In practice, a supervisor rejects a vague shortage adjustment until the user adds count sheet evidence and checks pending transfer receipts. Use the table below to choose the next action from the signal in front of you.

Adjustment guide

Signal Check Action
Short count Recent issues and transfers Investigate before reducing stock
Damaged stock Photo and condition note Adjust or dispose with evidence
High value variance Approval threshold Route for manager review
Repeated reason Pattern by user or location Coach or change process

Operator decisions

  • Reason codes should be specific.
  • Attachments strengthen correction evidence.
  • Approval reduces abuse risk.
  • Repeated adjustments deserve management review.
03
Lesson 3 of 3 Practice 15 min

Review adjustment patterns

Inventory work becomes trustworthy when it leaves proof. Strong evidence includes count sheets, photos, movement history, reason codes, approval records, and adjustment notes, connected to the item or movement that changed operational truth.

Review is where teams catch patterns. A one-time correction may close the immediate issue, while repeated exceptions can reveal training, setup, supplier, branch, or process problems.

In practice, the owner confirms the corrected balance is supported by evidence and any repeated cause has follow-up. The checklist below is the final guardrail before a user treats the record as ready for reporting or action.

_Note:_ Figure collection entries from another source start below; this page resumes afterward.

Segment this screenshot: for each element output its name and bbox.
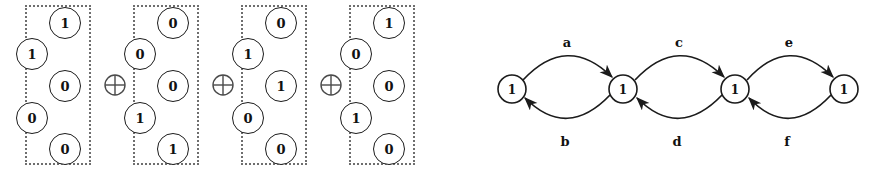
edge-d-label: d	[672, 134, 681, 149]
vector-group-2: 0 0 0 1 1	[122, 0, 217, 175]
bit-cell-4-3: 0	[373, 70, 405, 102]
bit-cell-3-3: 1	[265, 70, 297, 102]
bit-cell-3-4: 0	[232, 102, 264, 134]
bit-cell-2-1: 0	[157, 7, 189, 39]
graph-node-1: 1	[498, 75, 526, 103]
bit-cell-2-4: 1	[124, 102, 156, 134]
graph-node-4-label: 1	[840, 83, 848, 97]
vector-group-4: 1 0 0 1 0	[338, 0, 433, 175]
edge-f-arrow	[749, 95, 831, 118]
edge-c: c	[635, 35, 724, 80]
edge-b-arrow	[525, 95, 610, 118]
edge-d: d	[637, 95, 722, 149]
edge-d-arrow	[637, 95, 722, 118]
edge-e-label: e	[785, 35, 793, 50]
bit-cell-1-4: 0	[16, 102, 48, 134]
graph-node-2-label: 1	[619, 83, 627, 97]
bit-cell-4-1: 1	[373, 7, 405, 39]
vector-group-3: 0 1 1 0 0	[230, 0, 325, 175]
bit-cell-4-2: 0	[340, 38, 372, 70]
bit-cell-2-2: 0	[124, 38, 156, 70]
bit-cell-1-5: 0	[49, 133, 81, 165]
figure-canvas: 1 1 0 0 0 0 0 0 1 1	[0, 0, 888, 175]
chain-graph: a b c d e	[450, 0, 888, 175]
vector-group-1: 1 1 0 0 0	[14, 0, 109, 175]
xor-expression: 1 1 0 0 0 0 0 0 1 1	[0, 0, 450, 175]
bit-cell-4-5: 0	[373, 133, 405, 165]
bit-cell-1-2: 1	[16, 38, 48, 70]
edge-a-label: a	[563, 35, 572, 50]
graph-node-3: 1	[721, 75, 749, 103]
edge-e: e	[747, 35, 833, 80]
bit-cell-1-3: 0	[49, 70, 81, 102]
graph-node-4: 1	[830, 75, 858, 103]
edge-f: f	[749, 95, 831, 149]
bit-cell-2-3: 0	[157, 70, 189, 102]
bit-cell-4-4: 1	[340, 102, 372, 134]
graph-node-1-label: 1	[508, 83, 516, 97]
edge-a-arrow	[523, 56, 612, 80]
graph-node-3-label: 1	[731, 83, 739, 97]
edge-b-label: b	[560, 134, 569, 149]
bit-cell-3-2: 1	[232, 38, 264, 70]
edge-b: b	[525, 95, 610, 149]
bit-cell-2-5: 1	[157, 133, 189, 165]
edge-e-arrow	[747, 56, 833, 80]
bit-cell-3-5: 0	[265, 133, 297, 165]
edge-f-label: f	[784, 134, 791, 149]
edge-c-arrow	[635, 56, 724, 80]
bit-cell-1-1: 1	[49, 7, 81, 39]
bit-cell-3-1: 0	[265, 7, 297, 39]
edge-a: a	[523, 35, 612, 80]
edge-c-label: c	[675, 35, 683, 50]
graph-node-2: 1	[609, 75, 637, 103]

Adjustment proof checklist

Variance source is identified
Recent movements were reviewed
Reason code is specific
Attachment or note supports correction
Approval was captured where required

Proof and review

  • Adjustments should explain reality, not hide it.
  • Evidence protects future audits.
  • Patterns turn corrections into process improvement.
  • Closure means balance and evidence agree.

Finished the material?

Take the 5-question assessment and earn your certificate — 70% to pass.